It should come as no surprise that the act of gathering together in an albeit remarkable gesture of solidarity is not enough for us to suddenly shed our social baggage. In fact privilege was raised as a topic which urgently needed to be addressed in the first few days of #OWS, yet this conversation was displaced by the constant state of emergency into which the NYPD was able to throw us. I write this now from Oakland, California, having spent an inspiring night at Oscar Grant Plaza.
New York has always been a place for people who wish to be discovered to flock. I should have expected that some would come to Liberty Plaza for that reason as well. In the month that I spent there, I heard such statements as "I'm pretty big on youtube," "Yeah, [I made this thing] ... it's pretty viral," and "I'm blowing up on twitter" at least 3 times an hour. (Of course I never saw any of the people making such claims in the kitchen, cleaning up, or doing security rounds.)
Oscar Grant Plaza has no lack of poets, musicians, writers, and myriad other talent but this out-pouring of creative voices is not so laden with self-advertising. It's true that I haven't been here as long, but were I at Liberty Plaza I would already have seen plentiful evidence of rampant, exploitive narcissism and so I can at least say that it does not permeate the atmosphere in Oakland so severely.
But what does this have to do with privilege? The expectation that one ought to be able to arrive on scene at a space where citizens converge to cry out for social justice and equality and receive special attention and applause for clever shticks betrays a certain amount of entitlement. It shows that listening is not what you came here to do. It shows that listening is not something you have had to consider doing much at all, perhaps. It shows that listening is what you need to learn.
There is privilege amongst the people, and it needs to be addressed. I haven't even mentioned occurences of racist, sexist, and homophobic speech & behavior at #OWS yet. I'll save that for another diary.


◆ Required work
Your answer should consist of every line in the records that holds "ylabel".

◆ Figure record listings
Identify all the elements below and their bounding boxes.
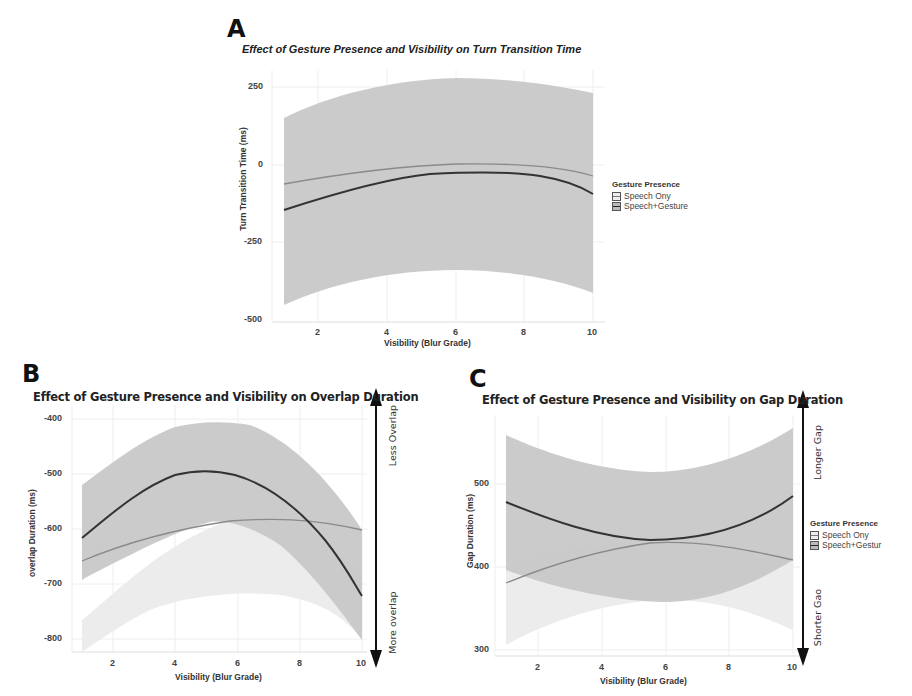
panel-c-shorter-gap-label: Shorter Gao <box>812 583 823 653</box>
panel-a-legend-item-speech-gesture: Speech+Gesture <box>612 201 688 211</box>
panel-b-more-overlap-label: More overlap <box>387 583 398 663</box>
panel-c-legend-item-speech-gesture: Speech+Gestur <box>810 540 881 550</box>
panel-b-letter: B <box>22 360 40 388</box>
panel-c-xtick: 4 <box>599 662 604 672</box>
panel-a-ci-band <box>284 78 593 305</box>
panel-b-less-overlap-label: Less Overlap <box>387 396 398 476</box>
panel-b-xtick: 10 <box>356 658 366 668</box>
panel-a-title: Effect of Gesture Presence and Visibilit… <box>242 43 581 55</box>
panel-a-xlabel: Visibility (Blur Grade) <box>384 338 471 348</box>
panel-c-direction-arrow <box>797 390 809 666</box>
panel-c-ytick: 300 <box>474 644 489 654</box>
panel-a-plot <box>272 70 605 322</box>
panel-b-direction-arrow <box>370 388 382 668</box>
panel-b-ylabel: overlap Duration (ms) <box>27 483 37 583</box>
panel-a-letter: A <box>227 15 246 43</box>
panel-c-legend-title: Gesture Presence <box>810 519 881 528</box>
panel-a-xtick: 4 <box>384 327 389 337</box>
panel-c-xtick: 10 <box>787 662 797 672</box>
panel-b-plot <box>72 405 367 652</box>
panel-b-xlabel: Visibility (Blur Grade) <box>175 672 262 682</box>
panel-c-xtick: 6 <box>663 662 668 672</box>
panel-b-ytick: -500 <box>44 468 62 478</box>
panel-b-xtick: 6 <box>235 658 240 668</box>
legend-label: Speech Ony <box>822 530 869 540</box>
panel-a-legend: Gesture Presence Speech Ony Speech+Gestu… <box>612 180 688 211</box>
legend-swatch-speech-gesture <box>612 202 621 211</box>
panel-c-letter: C <box>469 365 487 393</box>
panel-c-ytick: 500 <box>474 478 489 488</box>
legend-swatch-speech-only <box>810 531 819 540</box>
panel-a-ytick: 250 <box>248 81 263 91</box>
panel-a-ylabel: Turn Transition Time (ms) <box>238 119 248 239</box>
panel-c-xlabel: Visibility (Blur Grade) <box>600 676 687 686</box>
legend-label: Speech Ony <box>624 191 671 201</box>
legend-swatch-speech-only <box>612 192 621 201</box>
panel-b-ytick: -600 <box>44 523 62 533</box>
panel-a-xtick: 2 <box>315 327 320 337</box>
panel-c-ci-band-speech-gesture <box>506 428 793 602</box>
panel-a-legend-item-speech-only: Speech Ony <box>612 191 688 201</box>
panel-b-ytick: -800 <box>44 633 62 643</box>
panel-a-legend-title: Gesture Presence <box>612 180 688 189</box>
legend-label: Speech+Gestur <box>822 540 881 550</box>
panel-c-plot <box>495 415 800 656</box>
panel-b-xtick: 2 <box>110 658 115 668</box>
panel-c-longer-gap-label: Longer Gap <box>812 418 823 488</box>
panel-a-xtick: 8 <box>521 327 526 337</box>
legend-label: Speech+Gesture <box>624 201 688 211</box>
panel-b-xtick: 4 <box>172 658 177 668</box>
panel-b-xtick: 8 <box>297 658 302 668</box>
panel-a-ytick: -500 <box>244 314 262 324</box>
panel-b-title: Effect of Gesture Presence and Visibilit… <box>33 390 418 404</box>
panel-b-ytick: -700 <box>44 578 62 588</box>
panel-b-ytick: -400 <box>44 413 62 423</box>
panel-c-ylabel: Gap Duration (ms) <box>465 491 475 571</box>
panel-c-legend: Gesture Presence Speech Ony Speech+Gestu… <box>810 519 881 550</box>
panel-c-legend-item-speech-only: Speech Ony <box>810 530 881 540</box>
panel-c-title: Effect of Gesture Presence and Visibilit… <box>482 393 843 407</box>
panel-c-xtick: 8 <box>726 662 731 672</box>
panel-c-xtick: 2 <box>535 662 540 672</box>
panel-c-ytick: 400 <box>474 561 489 571</box>
panel-a-xtick: 6 <box>453 327 458 337</box>
panel-a-ytick: 0 <box>258 159 263 169</box>
figure-canvas <box>0 0 912 696</box>
legend-swatch-speech-gesture <box>810 541 819 550</box>
panel-a-xtick: 10 <box>587 327 597 337</box>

◆ Expected answer
panel-b-ylabel: overlap Duration (ms) <box>27 483 37 583</box>
panel-a-ylabel: Turn Transition Time (ms) <box>238 119 248 239</box>
panel-c-ylabel: Gap Duration (ms) <box>465 491 475 571</box>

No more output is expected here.